The Kepler spacecraft, which was launched in 2009 by NASA to find Earth -
like planets
orbiting other stars, has found yet another exoplanet, which
orbits around a star much smaller and cooler than the
sun.
A star's gravity keeps a planet moving in
orbit,
like Earth moves
around our
sun.
In 1996, astronomers announced the discovery of a Jupiter -
like planet
around this
Sun -
like star (Butler and Marcy, 1996 — details below), and there were indications of an even larger planet in an outer
orbit.
Processes that have historically altered the face of the planet,
like cycles in the Earth's
orbit around the
Sun or shifts in continental tectonic plates, occur over tens of thousands to millions of years.
In 1996, astronomers announced the discovery of a Jupiter -
like planet
around this
Sun -
like star (Marcy and Butler, 1996 — details below), with indications of an even larger planet in an outer
orbit.
That's Kepler - 11, a
sun -
like star
around which six planets
orbit.
The comet appears to have undergone visible changes, including the changes in the size and number of surface features such as smooth patches, pits, and craters, and the loss of ice vaporized by the
Sun or blasted off its surface by the Solar Wind into its tail as well as failing back on the object
like snow, so that it appears to shrink, on average, by 25 to 50 centimeters (9.2 to 19.7 inches) with each
orbit around the
Sun.
The failure, thus far, to find large substellar objects
like brown dwarfs or a Jupiter - or Saturn - class planet in a «torch»
orbit (closer than the Mercury to
Sun distance)
around Xi Boötis A — with even the highly sensitive radial - velocity methods of Geoffrey W. Marcy and R. Paul Butler — bodes well for the possibility of Earth - type terrestrial planets
around this star (Cumming et al, 1999).
Simplified greatly, an atom looks a bit
like our solar system, which has the
Sun at its center and planets
orbiting around it.
This planet — which
orbits Alpha Centauri B — is also the lightest exoplanet ever discovered
around a star
like our
sun.
Like other objects in the Main Asteroid Belt, Ceres moves
around the
Sun between the
orbits of Mars and Jupiter.
After ejection, the moon could either have crashed into another Solar System object (
like a neighboring gas giant) or been sent into an elongated
orbit around the
Sun like a comet or into interstellar space (Boué and Laskar, 2009; and Ker Than, New Scientist, December 4, 2009).

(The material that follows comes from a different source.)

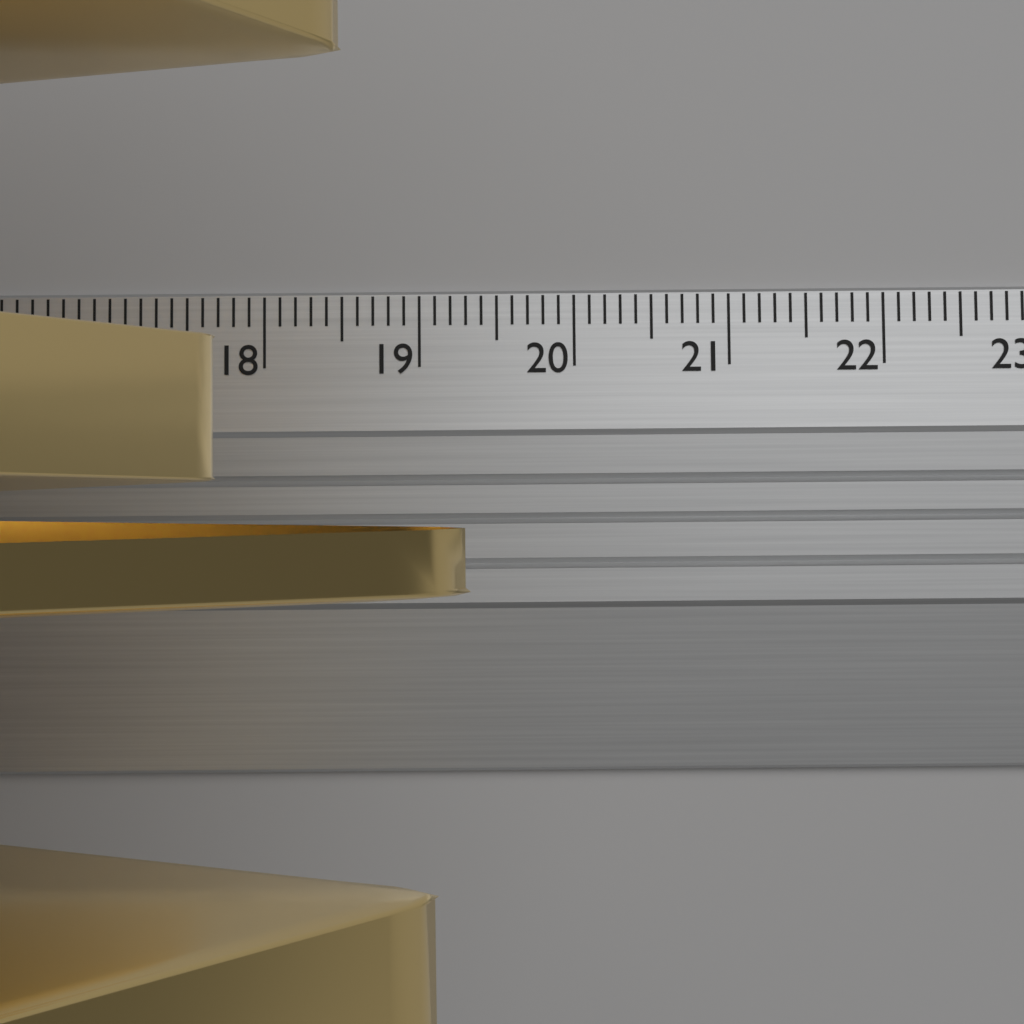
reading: 19.5 cm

«For example, it used to be widely believed that the
sun orbited around the earth because people's experiences,
like watching the sunrise and the sunset, provided them with the experiential basis for this to make sense.

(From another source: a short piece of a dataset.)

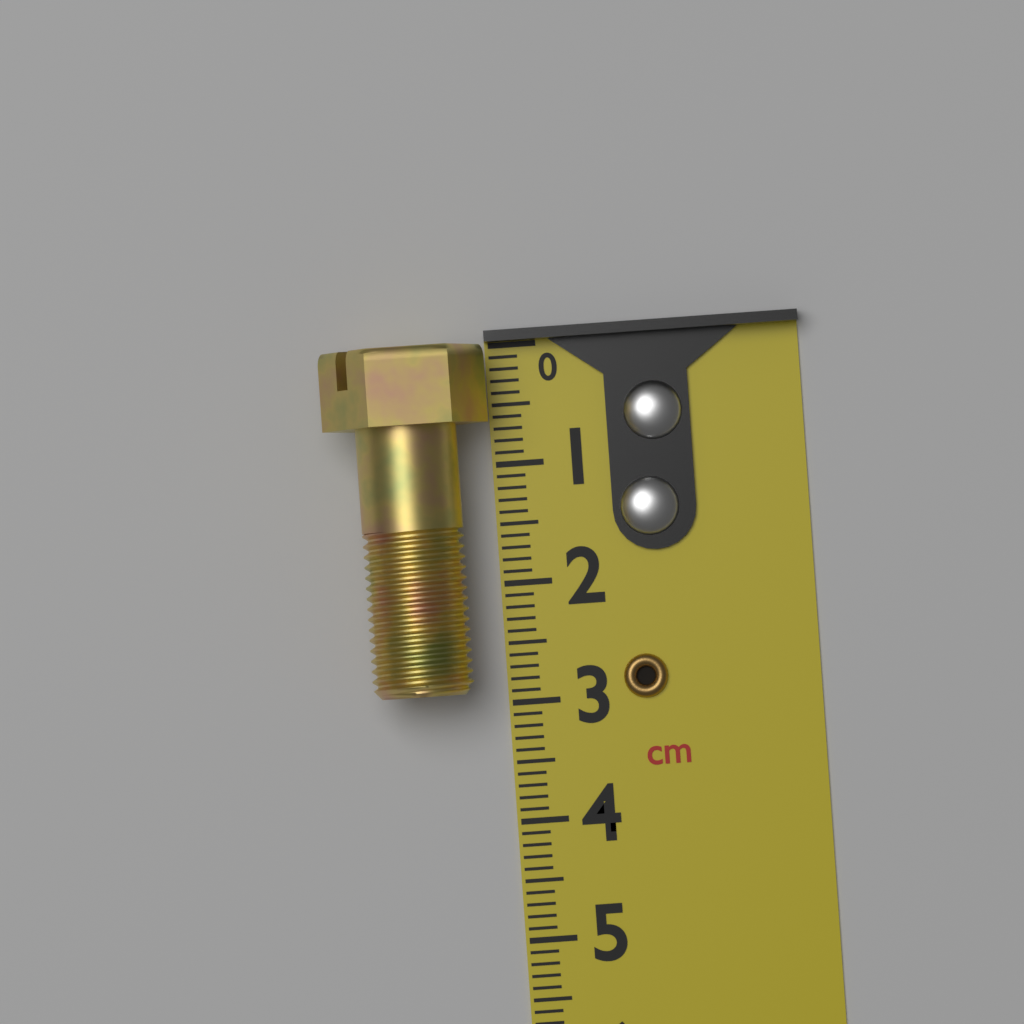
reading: 2.9 cm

The asteroid has a circular
orbit around the
Sun but at a different speed than the Earth so the motion appears to be
like a horse shoe
orbit when viewed from Earth.
The argument goes something
like this: There are long - term cycles, called Milankovitch cycles, in the Earth's tilt and
orbit around the
sun.
They are now quite complex and factor in things
like; variable output by the
sun, variations in the earth's
orbit around the
sun, greenhouse gases AND dust from volcanoes, greenhouse gases from decay in wetlands and from agriculture (rice paddies are artificial wetlands), differences in the reflectivity («albedo») of different surfaces (grass reflects more sunlight than forest, and ice much more than open water etc.)... and there are many more.